Note the phrase “hot to paint plague marines”. I’m not even sure people know how to spell Plaguemarines. Is it all one word? Should it be capitalized? Should I focus on the pluralization or the singular? These phrases Google recommends I concentrate on reveal actual web searchers don’t always type in the phrases you think they will type in when you carefully craft your content.

The hobby page I put up after I graduated from UVic has now dropped to the sixth page of Google results for Nurgle. There was a time this might have upset me, but not now. I just don’t have the time and energy and I never made any money off the hobby, though clearly others have and continue to do so. The hobby is a lot bigger than it was twenty years ago let alone thirty years ago. The fact I still have most of my content online and maintained amazed a few people when I blogged about it recently, but despite trying to be more professional and trying to write better and have a good taxonomy my webpages, blogs, and content has performed worse over the years due to neglect and not keeping up with the latest, greatest trends anymore. I just don’t want to be trendy and I definitely don’t want more spam.

So although I do maintain old webpages, I still won’t be editing them to link to content you just created. I may edit them to link to content I just created. I also reserve the right to turn off comments as all this post gets is spam. In 2024, I may be even less popular, but I still get strange keyword referrals and I still get spam related to strange keyword referrals I probably should never have joked about. So in conclusion, SEO is not a four letter word, but spam is.

4 Comments

  • Muskie says:

    This post is now ranking in the top ten or at least the top 20 for my name.  Of course I also discovered someone stole my resume and uploaded it to some stupid document sharing website which of course probably contains tonnes of material for which the uploader doesn’t have the copyright for.  Surely I have the copyright for my own resume!

    Whoever has the handle sya20756, you suck for stealing 50+ resumes and putting them up on this site where people can’t update them but they get indexed by Google.  Hopefully I’ve put an end to your activities and account.
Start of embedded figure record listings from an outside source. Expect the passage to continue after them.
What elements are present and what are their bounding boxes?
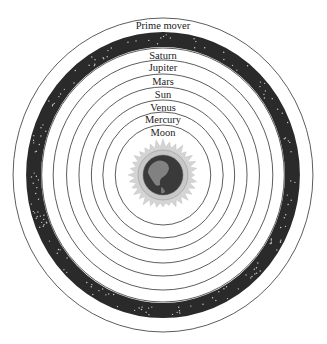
label-venus: Venus: [150, 102, 176, 113]
earth-globe: [128, 139, 197, 207]
label-jupiter: Jupiter: [149, 62, 178, 73]
label-mars: Mars: [152, 76, 174, 87]
label-mercury: Mercury: [145, 114, 182, 125]
label-prime-mover: Prime mover: [136, 20, 191, 31]
geocentric-diagram: Prime moverSaturnJupiterMarsSunVenusMerc…: [0, 0, 327, 344]
label-sun: Sun: [155, 89, 172, 100]
label-saturn: Saturn: [149, 50, 177, 61]
label-moon: Moon: [150, 127, 176, 138]
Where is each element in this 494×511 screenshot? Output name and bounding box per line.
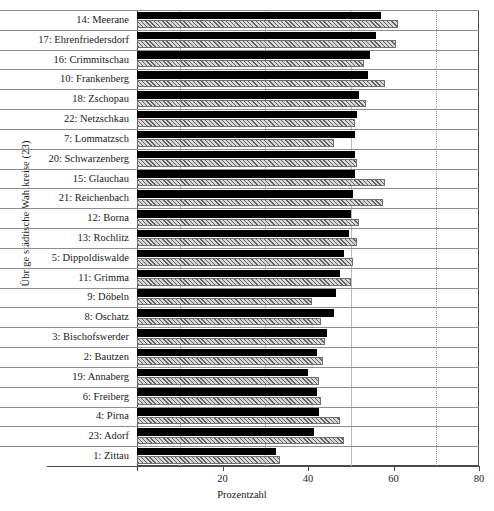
x-tick-label: 20 (203, 473, 243, 484)
bar-row (137, 228, 479, 248)
bar-black (137, 428, 314, 436)
x-axis: 20406080 (137, 466, 479, 467)
bar-black (137, 210, 351, 218)
bar-black (137, 190, 353, 198)
bar-row (137, 89, 479, 109)
bar-hatched (137, 258, 353, 266)
bar-black (137, 309, 334, 317)
category-label: 5: Dippoldiswalde (52, 253, 129, 264)
bar-row (137, 446, 479, 466)
x-tick-label: 40 (288, 473, 328, 484)
x-tick-60 (394, 466, 395, 471)
bar-black (137, 111, 357, 119)
bar-hatched (137, 417, 340, 425)
category-label: 13: Rochlitz (77, 233, 129, 244)
bar-hatched (137, 437, 344, 445)
category-label: 6: Freiberg (83, 392, 129, 403)
category-label: 4: Pirna (96, 411, 129, 422)
bar-row (137, 149, 479, 169)
bar-row (137, 169, 479, 189)
bar-black (137, 448, 276, 456)
category-label: 1: Zittau (93, 451, 129, 462)
x-axis-title-text: Prozentzahl (217, 489, 267, 500)
bar-row (137, 129, 479, 149)
x-tick-label: 80 (459, 473, 494, 484)
bar-row (137, 50, 479, 70)
x-tick-0 (137, 466, 138, 471)
bar-row (137, 407, 479, 427)
category-label: 17: Ehrenfriedersdorf (38, 35, 129, 46)
category-label: 23: Adorf (88, 431, 129, 442)
bar-hatched (137, 298, 312, 306)
bar-hatched (137, 456, 280, 464)
bar-hatched (137, 377, 319, 385)
bar-row (137, 426, 479, 446)
bar-row (137, 188, 479, 208)
category-label: 3: Bischofswerder (52, 332, 129, 343)
x-tick-40 (308, 466, 309, 471)
category-label: 9: Döbeln (87, 292, 129, 303)
category-label: 18: Zschopau (72, 94, 129, 105)
bar-row (137, 327, 479, 347)
x-tick-20 (223, 466, 224, 471)
bar-row (137, 347, 479, 367)
category-label: 20: Schwarzenberg (48, 154, 129, 165)
bar-hatched (137, 60, 364, 68)
bar-hatched (137, 40, 396, 48)
bar-black (137, 289, 336, 297)
bar-row (137, 387, 479, 407)
category-label: 15: Glauchau (73, 174, 129, 185)
bar-black (137, 270, 340, 278)
category-label: 12: Borna (87, 213, 129, 224)
bar-hatched (137, 139, 334, 147)
bar-hatched (137, 357, 323, 365)
bar-black (137, 170, 355, 178)
bar-black (137, 91, 359, 99)
bar-hatched (137, 100, 366, 108)
bar-hatched (137, 338, 325, 346)
bar-black (137, 250, 344, 258)
category-label: 21: Reichenbach (59, 193, 129, 204)
category-label: 22: Netzschkau (64, 114, 129, 125)
category-label: 2: Bautzen (84, 352, 129, 363)
category-label: 16: Crimmitschau (53, 55, 129, 66)
bar-black (137, 329, 327, 337)
bar-row (137, 288, 479, 308)
bar-chart: Übrige städtische Wahlkreise (23) 14: Me… (0, 0, 494, 511)
bar-row (137, 248, 479, 268)
bar-hatched (137, 119, 355, 127)
bar-row (137, 367, 479, 387)
x-tick-label: 60 (374, 473, 414, 484)
bar-hatched (137, 397, 321, 405)
bar-hatched (137, 199, 383, 207)
category-label: 8: Oschatz (84, 312, 129, 323)
category-label: 10: Frankenberg (60, 74, 129, 85)
bar-row (137, 307, 479, 327)
bar-hatched (137, 219, 359, 227)
bar-black (137, 71, 368, 79)
x-tick-80 (479, 466, 480, 471)
category-label: 19: Annaberg (72, 372, 129, 383)
bar-row (137, 268, 479, 288)
category-label: 7: Lommatzsch (64, 134, 129, 145)
bar-black (137, 32, 376, 40)
bar-row (137, 109, 479, 129)
bar-hatched (137, 179, 385, 187)
bar-hatched (137, 238, 357, 246)
bar-hatched (137, 278, 351, 286)
bar-hatched (137, 20, 398, 28)
category-label: 11: Grimma (78, 273, 129, 284)
bar-black (137, 388, 317, 396)
x-axis-line (47, 466, 479, 467)
bar-black (137, 151, 355, 159)
bar-black (137, 51, 370, 59)
bar-black (137, 230, 349, 238)
bar-black (137, 12, 381, 20)
bar-black (137, 131, 355, 139)
bar-black (137, 349, 317, 357)
bar-hatched (137, 318, 321, 326)
bar-row (137, 208, 479, 228)
category-axis-labels: 14: Meerane17: Ehrenfriedersdorf16: Crim… (0, 10, 133, 466)
plot-area (137, 10, 479, 466)
bar-row (137, 10, 479, 30)
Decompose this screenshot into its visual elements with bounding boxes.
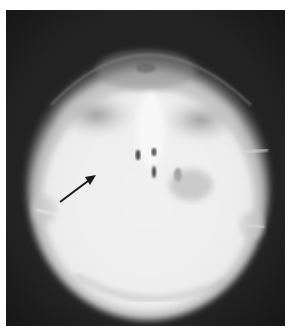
radiograph-frame	[6, 10, 285, 326]
skull-xray-image	[6, 10, 285, 326]
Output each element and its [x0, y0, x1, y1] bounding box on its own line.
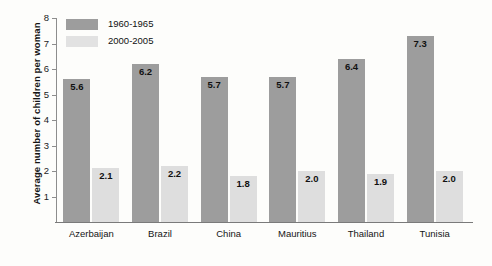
y-tick-label: 5 — [44, 90, 49, 100]
y-tick-label: 4 — [44, 115, 49, 125]
bar-value-label: 2.2 — [161, 169, 188, 179]
bar-value-label: 7.3 — [407, 39, 434, 49]
bar-value-label: 1.9 — [367, 177, 394, 187]
bar-tunisia-series1[interactable]: 2.0 — [436, 171, 463, 222]
x-axis-label-tunisia: Tunisia — [400, 228, 469, 239]
bar-value-label: 6.4 — [338, 62, 365, 72]
bar-mauritius-series0[interactable]: 5.7 — [269, 77, 296, 222]
bar-value-label: 5.6 — [63, 82, 90, 92]
bar-thailand-series0[interactable]: 6.4 — [338, 59, 365, 222]
bar-mauritius-series1[interactable]: 2.0 — [298, 171, 325, 222]
legend-label-series0: 1960-1965 — [108, 19, 153, 29]
y-axis-title: Average number of children per woman — [31, 14, 42, 214]
bar-brazil-series1[interactable]: 2.2 — [161, 166, 188, 222]
bar-value-label: 6.2 — [132, 67, 159, 77]
bar-value-label: 5.7 — [269, 80, 296, 90]
y-tick-label: 8 — [44, 13, 49, 23]
bar-group-china: 5.71.8China — [194, 18, 263, 222]
legend: 1960-1965 2000-2005 — [66, 17, 153, 51]
bar-azerbaijan-series1[interactable]: 2.1 — [92, 168, 119, 222]
legend-swatch-icon-series1 — [66, 36, 98, 47]
bar-china-series1[interactable]: 1.8 — [230, 176, 257, 222]
bar-group-thailand: 6.41.9Thailand — [332, 18, 401, 222]
bar-tunisia-series0[interactable]: 7.3 — [407, 36, 434, 222]
legend-swatch-icon-series0 — [66, 19, 98, 30]
bar-value-label: 1.8 — [230, 179, 257, 189]
legend-item-1: 2000-2005 — [66, 34, 153, 48]
bar-group-tunisia: 7.32.0Tunisia — [400, 18, 469, 222]
x-axis-label-china: China — [194, 228, 263, 239]
x-axis-label-azerbaijan: Azerbaijan — [57, 228, 126, 239]
bar-value-label: 2.0 — [298, 174, 325, 184]
bar-china-series0[interactable]: 5.7 — [201, 77, 228, 222]
x-axis-line — [55, 222, 473, 223]
legend-label-series1: 2000-2005 — [108, 36, 153, 46]
bar-value-label: 2.1 — [92, 171, 119, 181]
bar-azerbaijan-series0[interactable]: 5.6 — [63, 79, 90, 222]
y-tick-label: 6 — [44, 64, 49, 74]
bar-thailand-series1[interactable]: 1.9 — [367, 174, 394, 222]
bar-value-label: 2.0 — [436, 174, 463, 184]
bar-brazil-series0[interactable]: 6.2 — [132, 64, 159, 222]
bar-value-label: 5.7 — [201, 80, 228, 90]
bar-group-mauritius: 5.72.0Mauritius — [263, 18, 332, 222]
x-axis-label-brazil: Brazil — [126, 228, 195, 239]
x-axis-label-thailand: Thailand — [332, 228, 401, 239]
legend-item-0: 1960-1965 — [66, 17, 153, 31]
y-tick-label: 1 — [44, 192, 49, 202]
y-tick-label: 7 — [44, 39, 49, 49]
bar-chart: Average number of children per woman 876… — [0, 0, 492, 266]
y-tick-label: 2 — [44, 166, 49, 176]
y-tick-label: 3 — [44, 141, 49, 151]
x-axis-label-mauritius: Mauritius — [263, 228, 332, 239]
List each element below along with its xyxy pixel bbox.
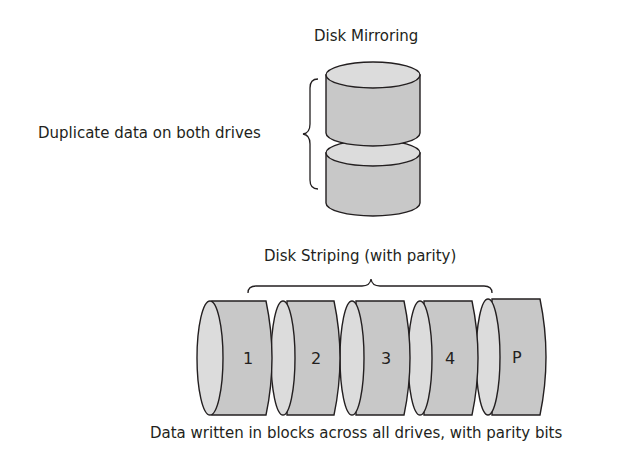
mirroring-brace xyxy=(303,79,318,189)
drive-label: 1 xyxy=(243,349,253,368)
drive-2: 2 xyxy=(271,301,340,415)
drive-label: 4 xyxy=(445,349,455,368)
drive-3: 3 xyxy=(340,301,410,415)
mirror-drive-bottom xyxy=(326,140,420,216)
raid-diagram: P 4 3 2 1 xyxy=(0,0,643,461)
drive-1: 1 xyxy=(197,301,272,415)
drive-4: 4 xyxy=(408,301,478,415)
drive-label: 3 xyxy=(381,349,391,368)
striping-brace xyxy=(248,279,492,293)
drive-label: 2 xyxy=(311,349,321,368)
drive-label: P xyxy=(512,348,522,367)
drive-P: P xyxy=(476,299,546,415)
mirror-drive-top xyxy=(326,62,420,146)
    http://www.docstoc.com/profile/sya20756

  • In my opinion, SEO is a best internet marketing technology. It can design for people first, robots second, and A focused website is a SEO friendly website.

    • Muskie says:

      Thanks for stopping by. I got a little tired and frustrated by search engine optimization experts, maybe I should have claimed to be one. Lately I’ve just gotten frustrated with things I can’t control or can’t understand in general. I keep trying to help people, keep trying to do what I think is right, but it doesn’t seem to be a successful formula. It seems I would be better off lying and cheating and deliberately hurting people and taking advantage of them instead of being taken advantage of. Most of all I’m upset that things make me so upset and if all I do is publish a blog or tell a few people I don’t think what is happening is right, is that enough?

      I know one thing, I’m enjoying watching the Criminal Minds DVD I bought. Just wish my life was more settled and less challenging.

Comments are now closed.

Posts on Muskblog © Andrew "Muskie" McKay.
CFA Institute does not endorse, promote or warrant the accuracy or quality of Muskblog. CFA® and Chartered Financial Analyst® are registered trademarks owned by CFA Institute.